For what it's worth I've tried Gentoo several times and always wound up frustrated, even after being a long-time Arch and CRUX user. It allows for (and the community, to an extent, seems to encourage) a lot of tedious, unnecessary tweaking of things that make no real difference in the long run. There are thousands upon thousands of packages, but because they're spread across three loosely relate branches you're pretty limited in how you can combine them without some degree of risk of breakage. The need to unmask supposedly "unstable" packages I'd used for a long time, supposedly "stable" packages failing to build---it was a pain. Turns out the best kind of Gentoo system is the one you don't tweak into oblivion. The fewer USE flags you use the better, and the less you mess around with the default @world set (the set of packages that make up the default base system) the better everything works. That, and I think Portage is ugly. Then again, all of that potential breakage gives you plenty of opportunities to learn how to fix problems on your own. On the other hand, those fixes would largely apply to GNU/Linux and not *BSD; in fact, the sort of issues that arise from the pieced-together nature of Linux make them totally foreign to *BSD.
 
Not knowing Gentoo at all and knowing FreeBSD only from my latest experiments, I'd still like to give an opinion:

After reading a lot of fuzz around "ebuilds", "portage" and USE-flags ... and people always talking about "optimized" systems ... it appears to me as if Gentoo somehow misunderstood the traditional BSD way of building packages and turned it into something ... uhm ... strange :D Yes, (Free)BSD has this ports tree, that gives anyone easy access to build their own packages, and traditionally, this was the standard way. Of course, this makes for a nice place to let the user easily configure build-time options, so we have this possibility there.

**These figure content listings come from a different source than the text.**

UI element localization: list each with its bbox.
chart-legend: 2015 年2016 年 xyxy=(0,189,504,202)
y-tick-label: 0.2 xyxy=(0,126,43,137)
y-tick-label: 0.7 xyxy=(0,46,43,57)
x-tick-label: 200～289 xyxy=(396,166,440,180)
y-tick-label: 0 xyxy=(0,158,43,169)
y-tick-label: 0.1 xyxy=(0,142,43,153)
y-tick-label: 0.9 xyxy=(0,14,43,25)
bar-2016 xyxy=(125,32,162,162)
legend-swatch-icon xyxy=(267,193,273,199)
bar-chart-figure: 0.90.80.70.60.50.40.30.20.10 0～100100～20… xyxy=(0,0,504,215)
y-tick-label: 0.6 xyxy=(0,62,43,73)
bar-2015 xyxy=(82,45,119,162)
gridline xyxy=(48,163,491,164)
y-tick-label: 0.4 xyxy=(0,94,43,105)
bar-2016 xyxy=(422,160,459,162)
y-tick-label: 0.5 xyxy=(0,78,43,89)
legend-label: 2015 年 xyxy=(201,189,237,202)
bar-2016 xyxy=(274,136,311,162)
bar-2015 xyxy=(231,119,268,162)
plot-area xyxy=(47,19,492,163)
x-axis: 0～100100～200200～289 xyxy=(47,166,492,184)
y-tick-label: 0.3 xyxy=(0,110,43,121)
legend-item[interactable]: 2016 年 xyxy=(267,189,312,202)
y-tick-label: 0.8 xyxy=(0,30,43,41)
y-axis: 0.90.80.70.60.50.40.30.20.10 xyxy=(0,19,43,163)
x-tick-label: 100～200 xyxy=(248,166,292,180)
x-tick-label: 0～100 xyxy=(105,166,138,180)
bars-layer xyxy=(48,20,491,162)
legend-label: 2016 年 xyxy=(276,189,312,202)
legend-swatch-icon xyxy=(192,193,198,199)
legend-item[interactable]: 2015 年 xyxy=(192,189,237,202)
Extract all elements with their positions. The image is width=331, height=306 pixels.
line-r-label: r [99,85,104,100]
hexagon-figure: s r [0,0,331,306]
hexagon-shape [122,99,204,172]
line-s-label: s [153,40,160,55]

What Gentoo did was more like "hey, binary packages are boring, we need to do something like BSD, so users can optimize their system" -- WHAT? This may be a result of Linux distribution history, previously all distributions focused on distributing readily-built binary packages. Nevertheless, they all HAVE their tools and mechanisms in place for building these packages. And their (including BSD ports) primary purpose is to package software in a way suitable for the OS. NOT to provide the user with gazillions of knobs for "tinkering" ;)

Looking at package building mechanisms, Debian is closer to the BSDs than Gentoo, cause it uses Makefiles (debian/rules is a Makefile, using other debhelper Makefiles, just like a port's Makefile uses some common Makefiles in /usr/ports/mk) for the job. I think this approach is superior over using shell scripts ... after all, make is suitable to "build" anything from a set of input files, including packages (or, documents using tex, or musical scores using lilypond etc. pp.)

So, the most important question here: What exactly do you want to "tinker" and why?

If your answer is: optimizing performance -- forget it. It's not worth a single hour of the hassle.

If, on the other hand, you just want to learn more about the inner workings of each OS: For Linux, try the "Linux from Scratch" book (available online). For FreeBSD, try building the entire system from the CURRENT subversion tree, see the Using Subversion section in the FreeBSD handbook.

Both are only advisable for users familiar with Unix in general and having some prior knowledge about programming (preferably C/C++) and basic design principles of operating systems. With FreeBSD, you'll still get some comfort like the ports tree, this is because FreeBSD is a complete OS in one project. For Linux, following the LFS book, you won't even have package management (or, implement your own), because Linux is still nothing more than a kernel, everything else is up to you.

edit: Of course, J65nko with the first followup here already said it all ... I just wanted to go into (opinion-based) details on some aspects.